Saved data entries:
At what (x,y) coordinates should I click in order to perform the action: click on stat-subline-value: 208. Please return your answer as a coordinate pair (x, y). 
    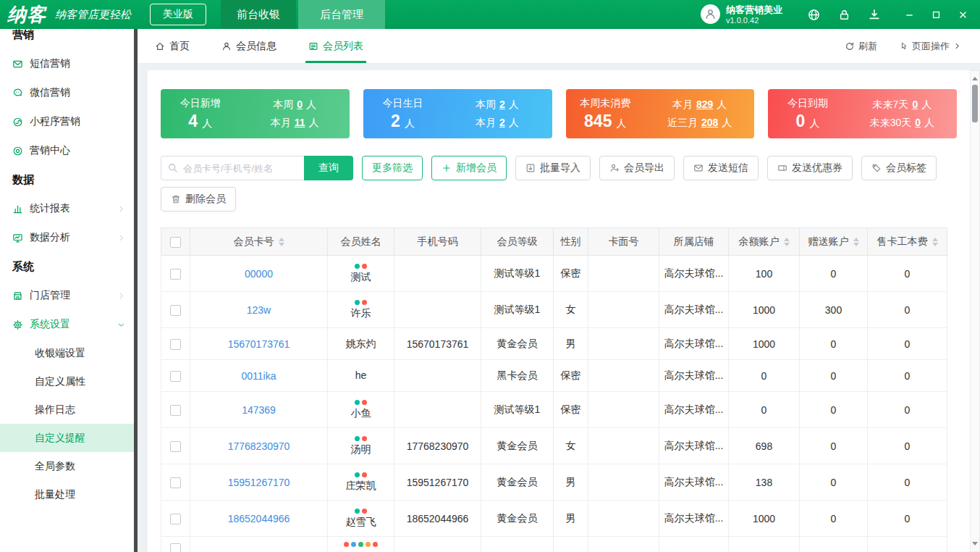
    Looking at the image, I should click on (709, 122).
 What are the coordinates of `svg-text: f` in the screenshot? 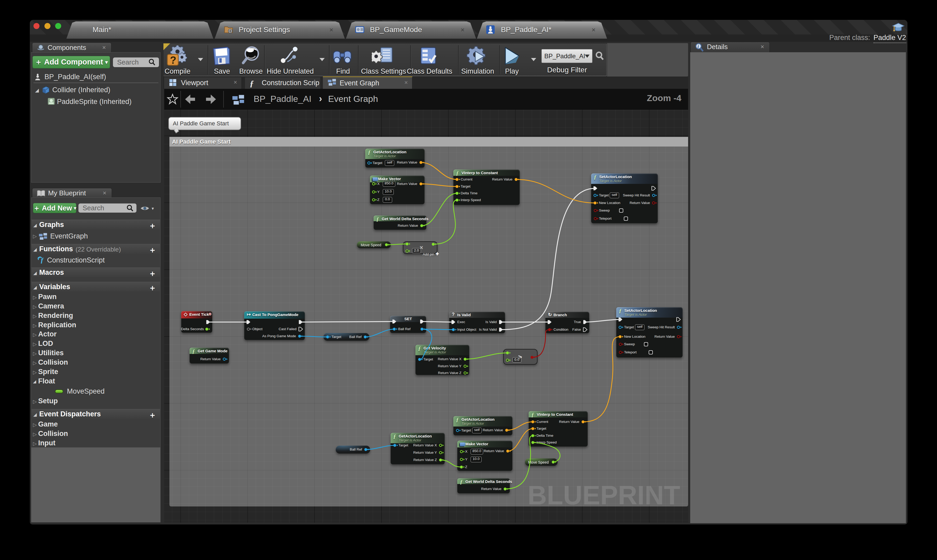 It's located at (42, 260).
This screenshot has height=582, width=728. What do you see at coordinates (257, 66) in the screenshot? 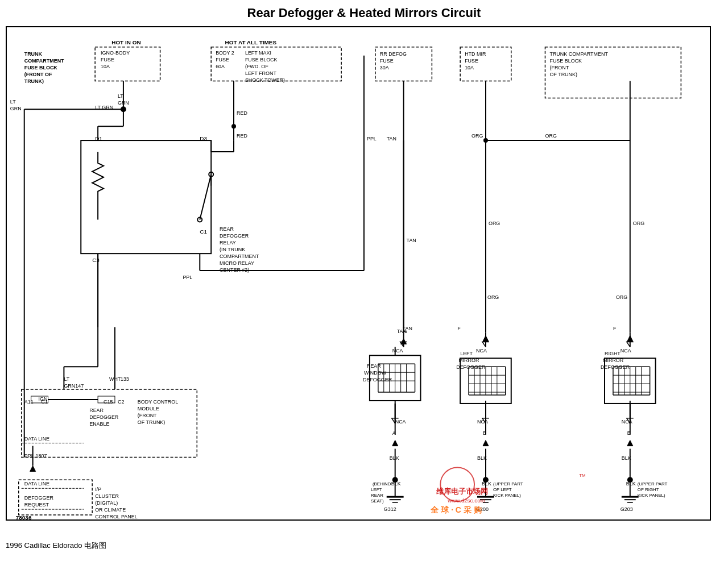
I see `svg-text: (FWD. OF` at bounding box center [257, 66].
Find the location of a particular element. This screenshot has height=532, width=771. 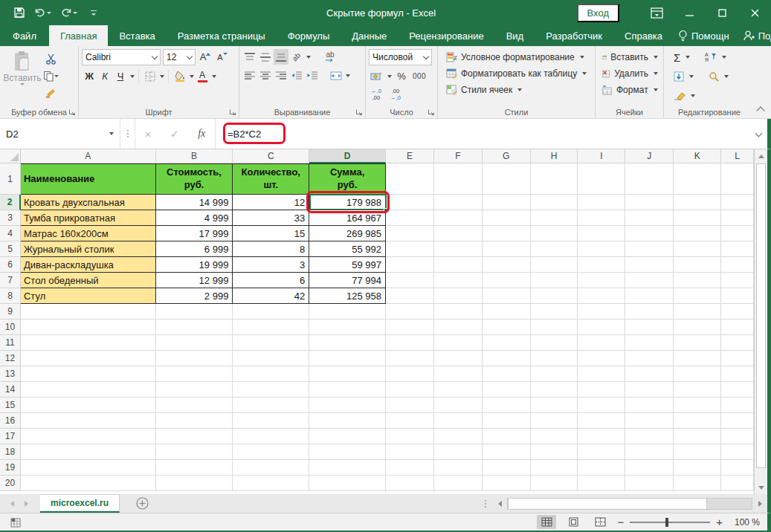

cell-A15 is located at coordinates (88, 406).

## DESCRIPTION OF THE TASK
Only the lines from the one containing "This screenshot has height=582, width=728." through the last line of the entries above belong in the copy; reproduce them exactly and drop every picture.

## RESPONSE AREA
This screenshot has height=582, width=728. What do you see at coordinates (257, 66) in the screenshot? 
I see `svg-text: (FWD. OF` at bounding box center [257, 66].
Find the location of a particular element. This screenshot has height=532, width=771. 

cell-A15 is located at coordinates (88, 406).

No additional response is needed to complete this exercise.